Against New Orleans, the keys are pretty straightforward: Indiana has to control tempo, avoid the long scoring droughts that buried them against Toronto, and keep the Pelicans off the offensive glass. New Orleans just piled up 33 second‑chance points against Brooklyn, and the Pacers rank 28th in defensive rebounding, which is a dangerous combination. Offensively, they need Siakam and Nembhard to stay aggressive, but they also need cleaner ball movement to avoid getting stuck in late‑clock situations. The Pelicans’ defense is vulnerable, but Indiana can’t afford to chase this game from behind—if they let Zion and Trey Murphy dictate pace, it becomes an uphill climb. If the Pacers defend the arc the way they’ve done all season, limit the second‑chance damage, and get something resembling balanced scoring, they can make this competitive.
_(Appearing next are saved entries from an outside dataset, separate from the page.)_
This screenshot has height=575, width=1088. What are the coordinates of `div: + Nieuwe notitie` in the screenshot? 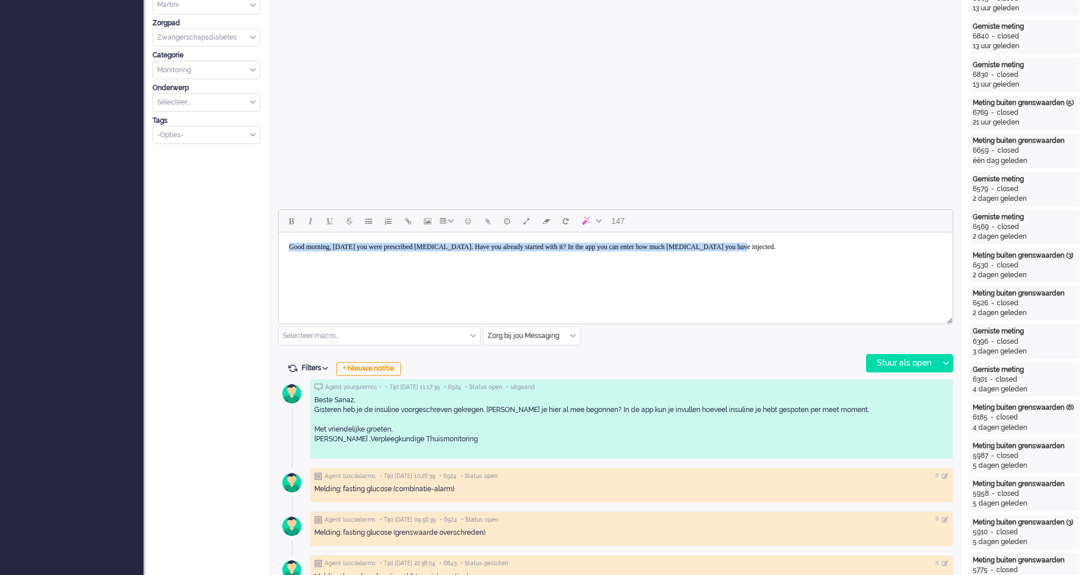 It's located at (368, 369).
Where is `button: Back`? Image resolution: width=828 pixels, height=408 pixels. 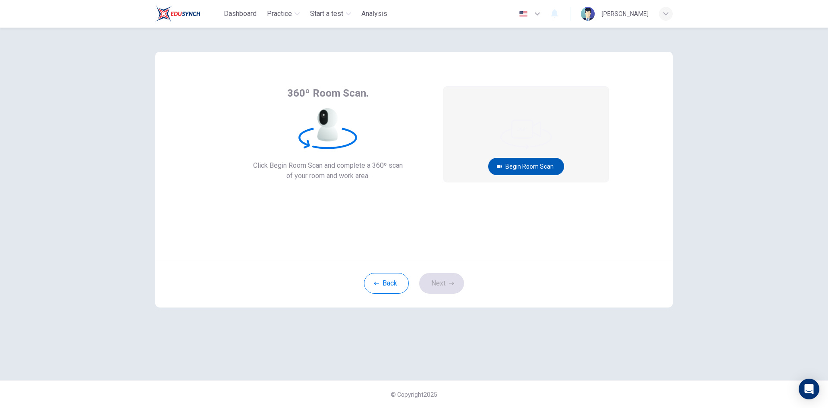
button: Back is located at coordinates (387, 283).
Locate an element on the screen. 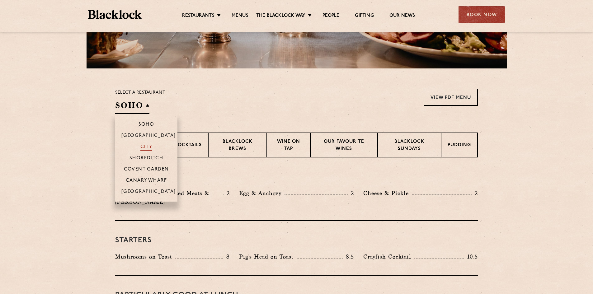 Image resolution: width=593 pixels, height=294 pixels. p: Our favourite wines is located at coordinates (344, 146).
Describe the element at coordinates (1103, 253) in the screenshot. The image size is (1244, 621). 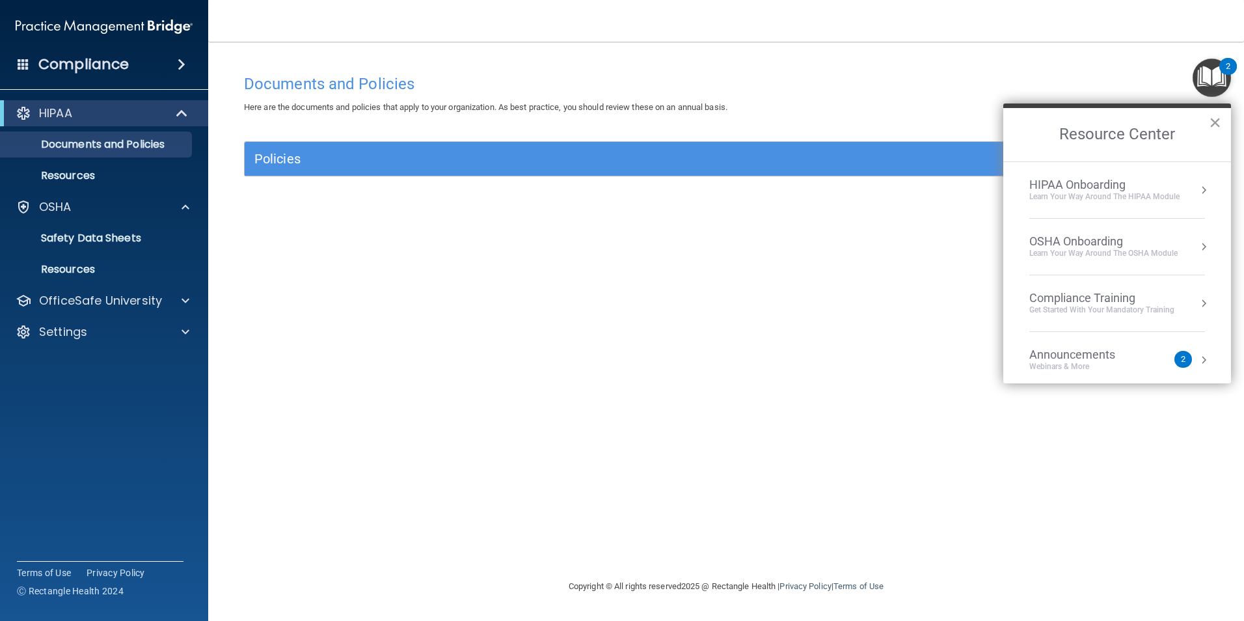
I see `div: Learn your way around the OSHA module` at that location.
Otherwise, it risks looking a lot like Wednesday’s fourth quarter.
New Orleans Pelicans vs Indiana Pacers Pick
Pelicans vs. Pacers Spread Pick
- New Orleans +2.5 (5 Units)
Pelicans +2.5 makes plenty of sense because this matchup plays directly into the few things New Orleans actually does well. Indiana’s biggest weakness is defensive rebounding, and the Pelicans just put up 33 second‑chance points against Brooklyn by relentlessly crashing the glass. That’s the exact kind of pressure that gives the Pacers problems, especially late in games when their halfcourt offense tends to bog down. New Orleans also has the two best individual scorers in the matchup right now — Zion and Trey Murphy — and Indiana simply doesn’t have a consistent go‑to option to counter that. The Pacers’ shooting numbers are bottom‑tier across the board, and when they hit those inevitable droughts, they don’t have the defensive backbone to survive them. If the Pelicans bring the same energy on the boards and avoid the long defensive lapses that have burned them all season, they’re absolutely live to win this outright, so grabbing the points feels justified.
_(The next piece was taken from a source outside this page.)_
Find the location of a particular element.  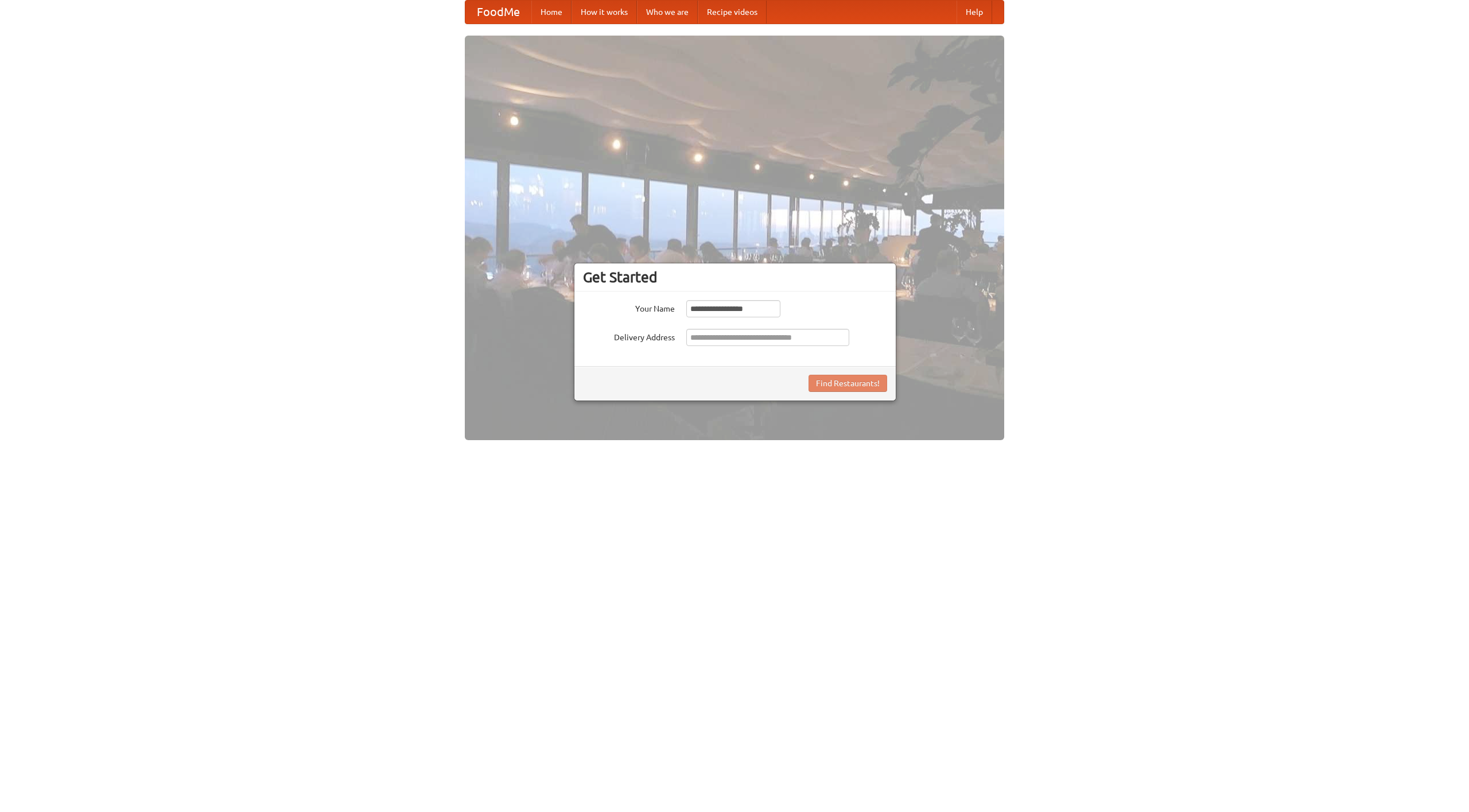

button: Find Restaurants! is located at coordinates (847, 383).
Pelicans vs. Pacers Over/Under Pick
- Under 238 (4 Units)
The Under 238 fits this matchup really well because neither team is built to sustain long stretches of efficient offense, and both have tendencies that naturally drag games into choppier, lower‑scoring territory. Indiana plays fast but shoots 30th in field‑goal percentage, so a lot of their possessions end in empty trips, long rebounds, or late‑clock heaves. New Orleans, meanwhile, scores in bursts but goes through long droughts of its own, and their best offensive work lately has come from offensive rebounding rather than clean halfcourt execution. That kind of scoring profile creates volume, not efficiency. Add in that both teams struggle to shoot the three consistently, and you get a game where the pace might look high on paper but the scoring doesn’t follow. Unless this turns into a whistle‑heavy free‑throw parade, the Under has a very real path — especially if the Pelicans’ defense shows even a little resistance and Indiana’s shooting stays where it’s been all season.